I would recommend that if you don't use polkit and you don't use a setuid binary, that you use sudo. sudo accepts the `-A` flag or the `SUDO_ASKPASS` environment variable to specify a graphical program to tell sudo the password; examples of programs that do this are `ssh-askpass`, `gnome-ssh-askpass`, `ksshaskpass`, and `lxqt-openssh-askpass`. If you don't want to write an askpass binary using GNUstep-GUI, I'd recommend that you depend on `gnome-ssh-askpass` since almost all graphical users will have Gtk installed and have a desktop environment which properly handles Gtk applications (the desktop environments normally do not set `SUDO_ASKPASS` or `SSH_ASKPASS`; you'll need to set it yourself when you call `sudo`).

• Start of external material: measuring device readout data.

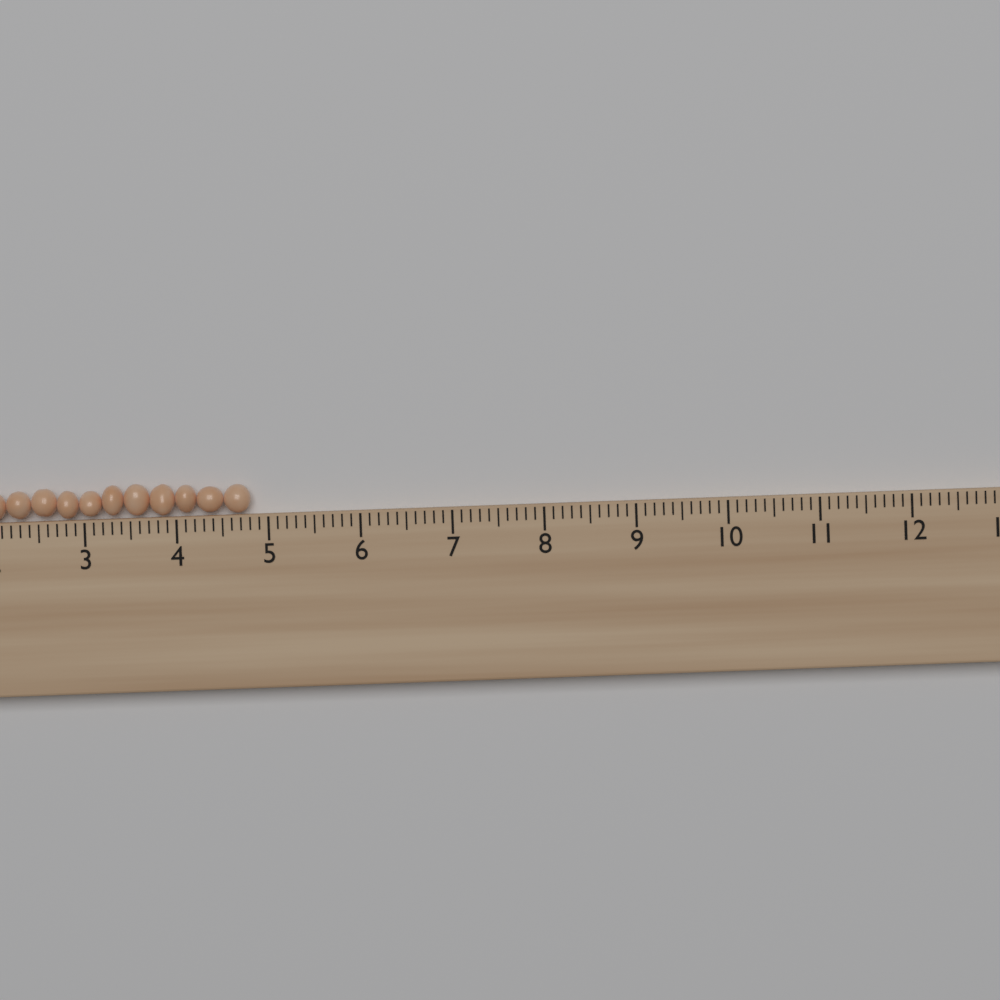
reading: 4.8 cm
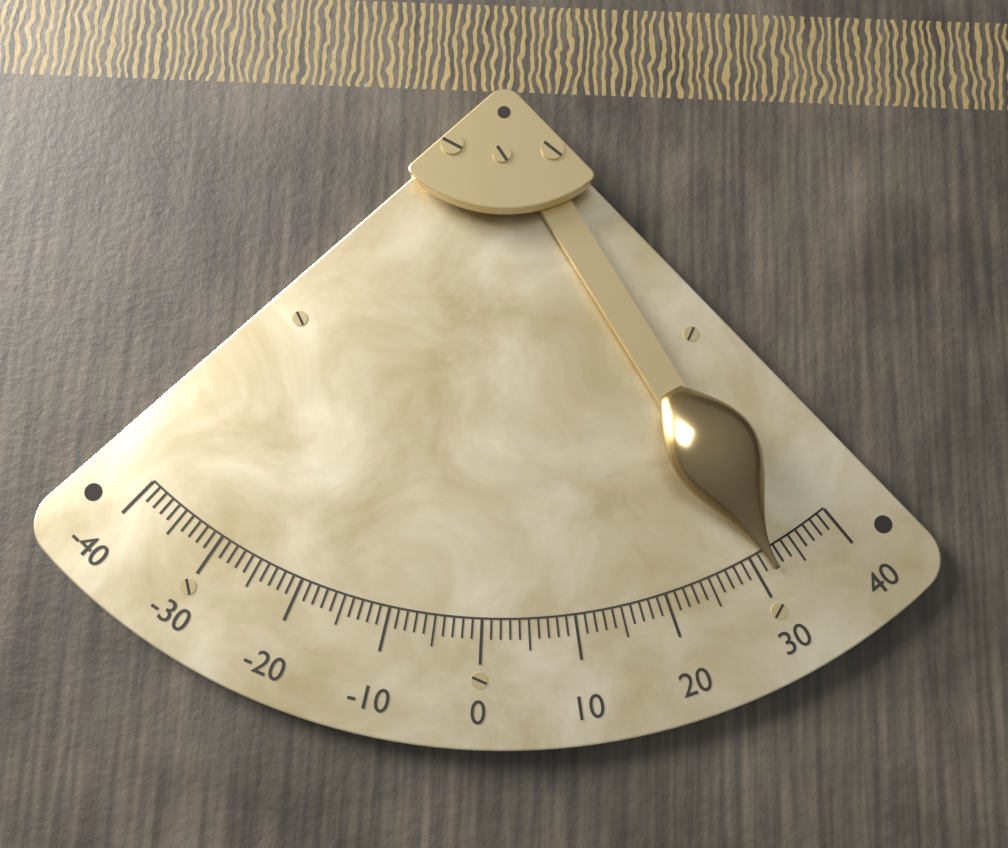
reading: 32 (no unit)
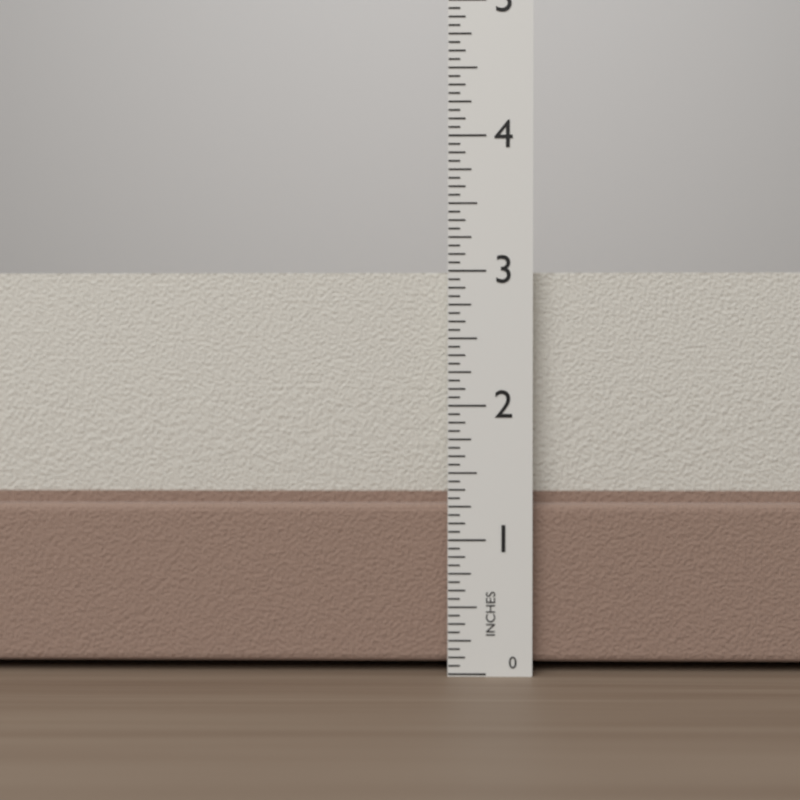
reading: 3.0000 in
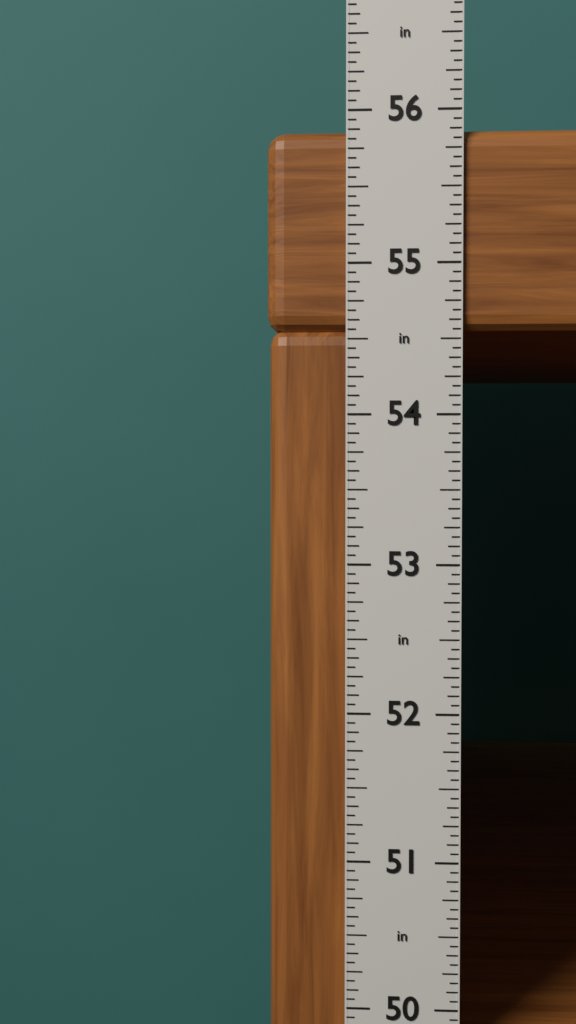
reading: 55.8750 in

On 2/2/25 16:55, Riccardo Mottola wrote:
Hi James,

James Carthew wrote:

I want a way to escalate the privileges of my application to root level, but only for the specific function. I also only want the user to authenticate once and then have their escalated privilege exist until they close the plugin. Similar to the unlock padlock button in OSX's SystemPreferences.app. Does anyone know howto implement this?

no.. I have never found a portable way of doing this that would doing this that would work at least on Linux and BSDs.
I even wonder if Mac offers an API to do it that we should reimplement.

lacking that, i never added certain features to SystemPreferences myself wanting it to remain portable.

I think of a couple of approaches. The most portable would be to interact somehow with sudo, being it either present in base system or available as a package on most systems I can think of.

Another question is how it actually works on Apple. On my mac I am both a user and an admin user, so it looks I am authenticating myself essentially. But in case I were Joe and admin were Bob, would I be entering Joe's or Bob's password?